Our view: Detectors a useful tool in curbing student vaping

Published 3:00 pm Friday, November 24, 2023

The distinctive, and pervasive, odor of cigarette smoke makes it difficult for students to get away with smoking at school.

Vaping, unfortunately, is rather easier to conceal, as it produces a less cloying vapor.

But, like smoking, vaping is illegal for people younger than 21. And both involve nicotine, which can harm developing brains.

Given the stakes, it’s gratifying to learn that officials at many school districts in the region are deploying, or plan to use, technology to combat vaping in schools.

As EO Media Group reported in the Nov. 18 issue of our new Saturday regional issue, officials have installed vape detectors in restrooms at many schools.

Some schools have placed detectors that can alert officials not only to vaping but also to illicit use of THC, the psychoactive compound in marijuana.

The need for such surveillance is borne out by statistics.

A report from the Oregon Health Authority in October 2019, based on surveys the agency conducted, found that the percentage of high school juniors in Oregon who vaped had risen from 13% in 2017 to 23% in 2019.

Among juniors who use marijuana, more were vaping the drug, as opposed to smoking it, according to the same survey. In 2017, among juniors who reported using marijuana, just 11% vaped. In 2019, the figure was 44%.

The detectors have paid rapid dividends in some schools.

At Pendleton’s Sunridge Middle School and Pendleton High School, where 10 detectors were installed this year at each school, the detectors were busy early in the school year. So were administrators, who handed out a lot of one-day suspensions to students, said Kevin Headings, Pendleton School District superintendent.
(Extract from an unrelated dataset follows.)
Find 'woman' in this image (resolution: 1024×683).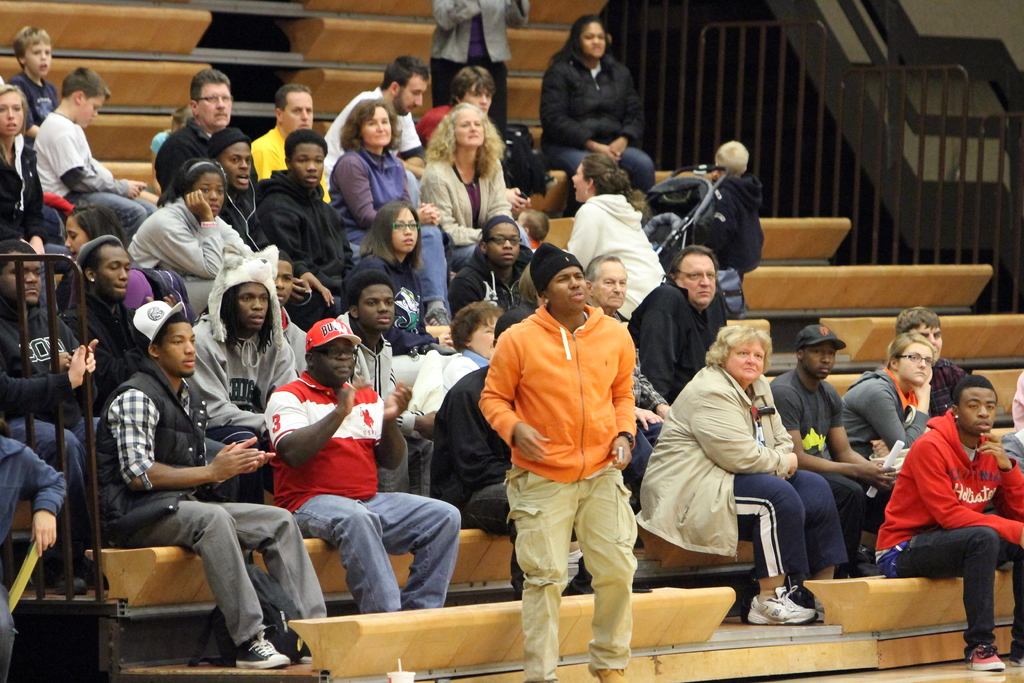
bbox=(559, 149, 666, 315).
But after the first month of classes the situation changed dramatically, Headings said, with just two suspensions for vaping during October.

At La Grande Middle School, officials caught 21 students for vaping in 2021-22, the first year detectors were in place. That figure dropped to 29 in last school year, and through the first two months or so of the current school year only one student had been caught, principal Chris Wagner said.
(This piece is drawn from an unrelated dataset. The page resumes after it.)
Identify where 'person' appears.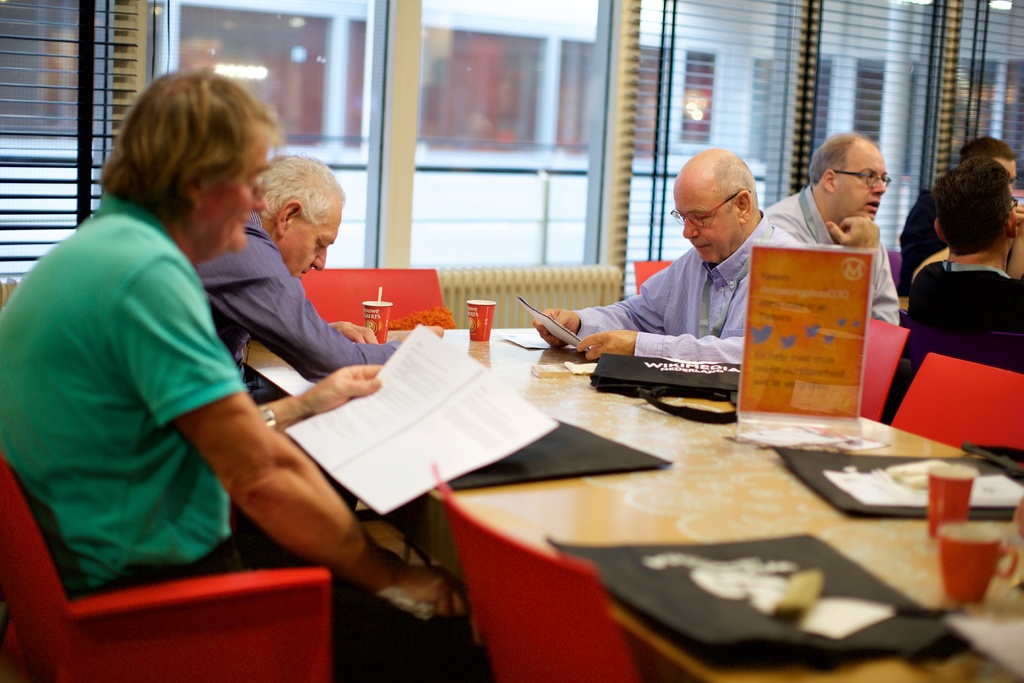
Appears at <bbox>882, 165, 1023, 422</bbox>.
Detectors aren’t the only plausible method to discourage students from vaping, to be sure.

Sara Hayes, principal at Wallowa middle and high schools, attributes a dramatic decrease in vaping this year in part to a prevention campaign that includes more mental health support for students, and separating middle and high school students.

In the Hermiston School District, the largest in the region, administrators have chosen to focus on educating students and parents about the dangers of vaping rather than installing detectors, said Dan Greenough, the district’s director of student services.

Ideally, detectors would be superfluous.

But with the growing prevalence of vaping among teenagers, it’s encouraging that school officials have tools that have proved to be effective at curbing vaping inside school walls.